Thursday, November 15, 2007

SETI at Home : Did an alien call you?!

This post is a response to one of the comments posted on a previous post. I wish to thank all those who comment on our posts since appreciation and criticism are both welcome and both drive us towards the improvement of the quality of this blog.

Firstly, let me get some things cleared out about SETI (Search for Extraterrestrial Intelligence). When we speak of extraterrestrial intelligence, we completely rule out those forms of extraterrestrial life that have probably recently evolved and are in actual terms not really 'intelligent'. SETI projects necessarily make assumptions to narrow the search, and no exhaustive search has so far been conducted.

SETI@home was launched by U.C. Berkeley in May 1999. It is a distributed computing project and anyone who wishes to contribute to the SETI projects can do so by downloading the SETI@home package available online. The purpose is to run signal analysis on individual computers all over the world to process the data collected and send it back to UC Berkeley.

The data is collected from the Arecibo radio telescope and these signals are then scanned for possible radio transmissions from extraterrestrial intelligence. The process is somewhat like tuning a radio to various channels, and looking at the signal strength meter. If the strength of the signal goes up, that gets attention. The software looks for four signal patterns: triplets (three power spikes in a row), spikes in power spectra, pulsing signals that represent a digital transmission and Gaussian rises and falls in the transmission power. The details about these are extremely technical and are beyond my scope (sorry!).

Seth Shostak, an American astronomer and a prominent SETI figure believes that he will get proof of alien contact in the form of a signal between 2020 and 2025, based on certain calculations he made. Lets hope that really happens (or not! whatever!)..

I would also like to direct you to this link given below, which is an article titled 'SETI: Is it worth it?'. It very aptly and precisely explains why so much effort, time and money is being spent on something like SETI, which most people correctly (I think!) believe is such a long shot.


Required action> Where in the listing does the string "Interest" appear? Copy every line that holds it.
┌─ Records shown
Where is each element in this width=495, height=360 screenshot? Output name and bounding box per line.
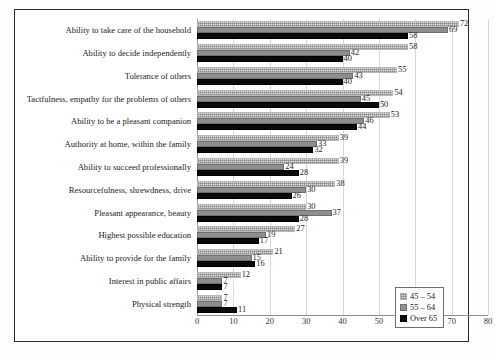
legend-swatch-icon (400, 304, 407, 311)
bar-value-label: 19 (267, 231, 275, 240)
x-tick-label: 20 (266, 316, 275, 326)
bar-2: 11 (197, 307, 237, 313)
bar-value-label: 69 (449, 26, 457, 35)
x-tick-label: 50 (375, 316, 384, 326)
chart-legend: 45 – 5455 – 64Over 65 (395, 287, 444, 328)
category-label: Resourcefulness, shrewdness, drive (11, 186, 191, 195)
bar-2: 17 (197, 238, 259, 244)
bar-value-label: 54 (394, 88, 402, 97)
category-label: Ability to take care of the household (11, 26, 191, 35)
chart-category-group: Authority at home, within the family3933… (197, 133, 488, 156)
chart-category-group: Interest in public affairs1277 (197, 269, 488, 292)
x-tick-label: 0 (195, 316, 199, 326)
bar-value-label: 39 (340, 156, 348, 165)
x-tick-label: 70 (447, 316, 456, 326)
bar-2: 32 (197, 147, 313, 153)
bar-2: 28 (197, 170, 299, 176)
bar-2: 44 (197, 124, 357, 130)
bar-2: 40 (197, 79, 343, 85)
legend-item[interactable]: 55 – 64 (400, 302, 437, 313)
bar-value-label: 43 (354, 71, 362, 80)
legend-swatch-icon (400, 315, 407, 322)
bar-2: 16 (197, 261, 255, 267)
chart-category-group: Tolerance of others554340 (197, 65, 488, 88)
chart-category-group: Physical strength7711 (197, 292, 488, 315)
legend-item[interactable]: 45 – 54 (400, 291, 437, 302)
plot-area: 01020304050607080Ability to take care of… (197, 19, 488, 326)
category-label: Tolerance of others (11, 72, 191, 81)
chart-category-group: Ability to provide for the family211516 (197, 247, 488, 270)
legend-label: Over 65 (410, 313, 437, 324)
bar-value-label: 40 (344, 54, 352, 63)
category-label: Interest in public affairs (11, 277, 191, 286)
bar-2: 40 (197, 56, 343, 62)
x-tick-label: 30 (302, 316, 311, 326)
chart-category-group: Ability to take care of the household726… (197, 19, 488, 42)
category-label: Physical strength (11, 300, 191, 309)
bar-value-label: 58 (409, 42, 417, 51)
bar-value-label: 72 (460, 20, 468, 29)
bar-value-label: 38 (336, 179, 344, 188)
bar-2: 7 (197, 284, 222, 290)
bar-value-label: 16 (256, 259, 264, 268)
category-label: Pleasant appearance, beauty (11, 209, 191, 218)
bar-2: 26 (197, 193, 292, 199)
category-label: Highest possible education (11, 231, 191, 240)
chart-frame: 01020304050607080Ability to take care of… (14, 9, 469, 342)
chart-category-group: Highest possible education271917 (197, 224, 488, 247)
bar-value-label: 40 (344, 77, 352, 86)
bar-value-label: 39 (340, 134, 348, 143)
category-label: Ability to be a pleasant companion (11, 117, 191, 126)
bar-value-label: 27 (296, 225, 304, 234)
bar-2: 58 (197, 33, 408, 39)
bar-value-label: 44 (358, 123, 366, 132)
chart-category-group: Tactfulness, empathy for the problems of… (197, 87, 488, 110)
category-label: Authority at home, within the family (11, 140, 191, 149)
category-label: Ability to decide independently (11, 49, 191, 58)
x-gridline-80 (488, 19, 489, 315)
legend-item[interactable]: Over 65 (400, 313, 437, 324)
category-label: Tactfulness, empathy for the problems of… (11, 95, 191, 104)
category-label: Ability to provide for the family (11, 254, 191, 263)
bar-value-label: 46 (365, 117, 373, 126)
chart-category-group: Ability to succeed professionally392428 (197, 156, 488, 179)
bar-2: 28 (197, 216, 299, 222)
bar-value-label: 17 (260, 237, 268, 246)
bar-2: 50 (197, 102, 379, 108)
x-tick-label: 80 (484, 316, 493, 326)
bar-value-label: 55 (398, 65, 406, 74)
legend-label: 45 – 54 (410, 291, 435, 302)
bar-value-label: 42 (351, 48, 359, 57)
bar-value-label: 7 (223, 282, 227, 291)
chart-category-group: Ability to decide independently584240 (197, 42, 488, 65)
category-label: Ability to succeed professionally (11, 163, 191, 172)
bar-value-label: 37 (333, 208, 341, 217)
chart-category-group: Ability to be a pleasant companion534644 (197, 110, 488, 133)
bar-value-label: 32 (314, 146, 322, 155)
bar-value-label: 58 (409, 32, 417, 41)
chart-category-group: Resourcefulness, shrewdness, drive383026 (197, 178, 488, 201)
bar-value-label: 21 (274, 247, 282, 256)
bar-value-label: 50 (380, 100, 388, 109)
bar-value-label: 28 (300, 168, 308, 177)
chart-category-group: Pleasant appearance, beauty303728 (197, 201, 488, 224)
bar-value-label: 11 (238, 305, 246, 314)
legend-label: 55 – 64 (410, 302, 435, 313)
bar-value-label: 53 (391, 111, 399, 120)
bar-value-label: 28 (300, 214, 308, 223)
bar-value-label: 26 (293, 191, 301, 200)
x-axis-line (197, 315, 488, 316)
x-tick-label: 40 (338, 316, 347, 326)
bar-value-label: 12 (242, 270, 250, 279)
x-tick-label: 10 (229, 316, 238, 326)
bar-value-label: 30 (307, 185, 315, 194)
legend-swatch-icon (400, 293, 407, 300)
└─
Solution for this problem>
chart-category-group: Interest in public affairs1277 (197, 269, 488, 292)
category-label: Interest in public affairs (11, 277, 191, 286)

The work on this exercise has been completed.